History of Westchester County, New York, Vol. I
By the Act of May 8, 1099, it was provided that Representatives to the General Assembly "shall be chosen in every City, and County, and "Manor of this Province, who have Right to chuse, by People dwelling "anil resident in the same Cities, Counties, and Manors; whereof, "every one of them shall have Land or Tenements improved to the "valne of Fortij Pounds in Free-hold, free from all Incumbrances, and "have possessed the same Three Months before the Test of the said "Writ" [fur an Election;] "and they which shall be chosen, shall be "dwelling and resident within the same Cities, Counties, and Manors ; "and such sis have the greatest Xuniber of them, who shall have Lands " or Tenements improved, to the Value of Forty Pounds in Free-hold, "free from all Incumbrances, as aforesaid, shall be returned by the "Sheriffs of every City, Counties, and Manors, Representatives for "the .\ssembly, by Indentures sealed betwixt the said Sheriffs and the "said Chusers, so to be made."-- (Lu its of Xew Yorlc, Chapter LXXIV., Section I., Livingston and Smith's edition, Xew-York : 1752, 29, 30 ; the Slime, Chapter LXXIV., Section I., Van Schaack's edition, Xew- York. 1774, 2S.)

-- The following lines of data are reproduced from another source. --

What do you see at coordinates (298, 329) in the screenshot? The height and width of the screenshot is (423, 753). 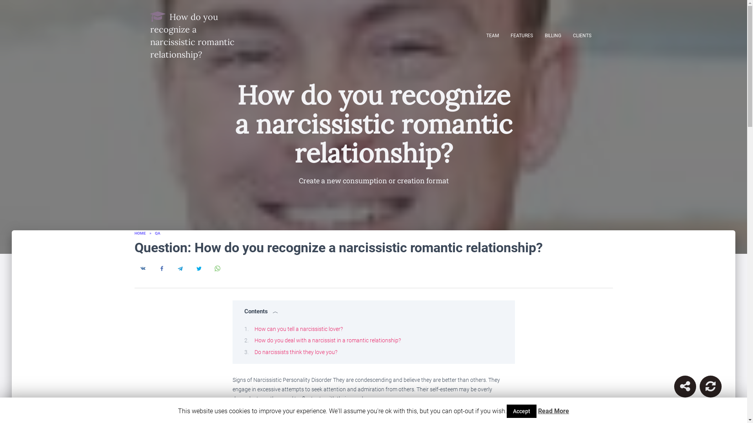 I see `How can you tell a narcissistic lover?` at bounding box center [298, 329].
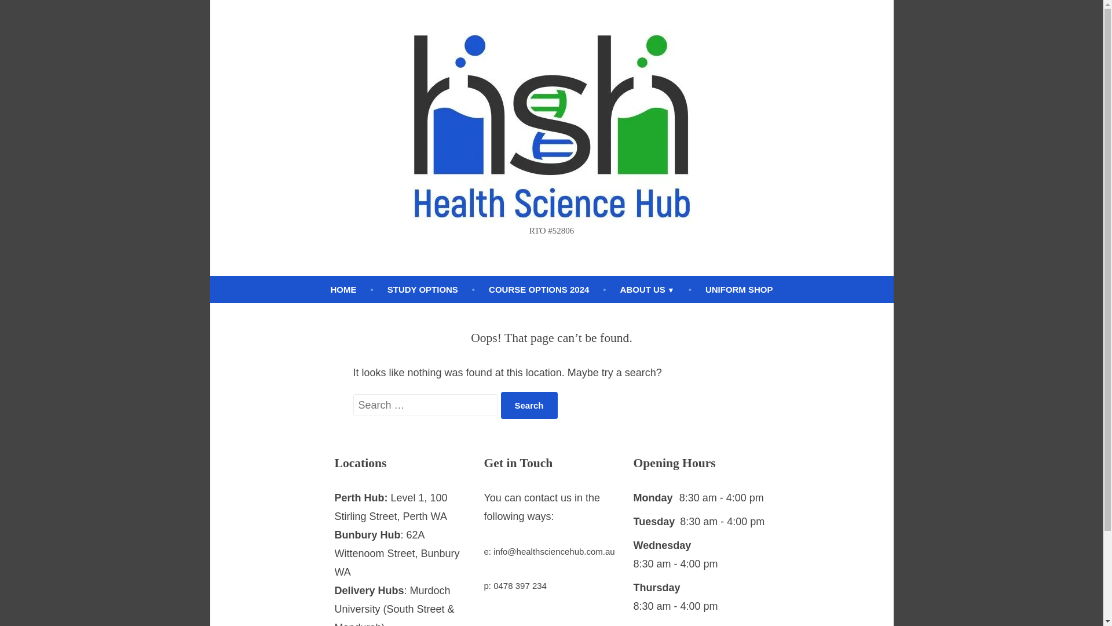 This screenshot has height=626, width=1112. What do you see at coordinates (539, 290) in the screenshot?
I see `COURSE OPTIONS 2024` at bounding box center [539, 290].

By the Charter of the City of Xew-York, granted by Governor Dongan, in 1686, the Mayor and three or more of the Aldermen were authorized to make Freemen of the City from among certain specified classes, on the payment, in each instance, of Five Pounds, not an insignificant sum, at that early period.* Xo person could do busine,^« of any kind, within the City, unless he were a Freeman of the City ; and as the Freedom of the City also vested in those who held it the Right to vote for Representatives of the City in the General Assembly, it will be seen that, within the City, the unfranchised were only those Freeholders who were not Freemen and whose Real Estate was encumbered with debt ; those Freeholders whose inexpensive homes were not worth Forty Pounds-- a large sum, for that period ; those who labored for others, as Clerks, Journeymen, or Laborers ; and those of that shiftless, characterless class, who enctimbered the City of Xew York, during the Colonial Period, as similar cla-sses continue to encumber every City, especially every Seaport, holding itself in constant readiness to join in any act of violence into which such as Alexander McDougal and Isaac Sears, of the period under consideration, shall incline to lead them.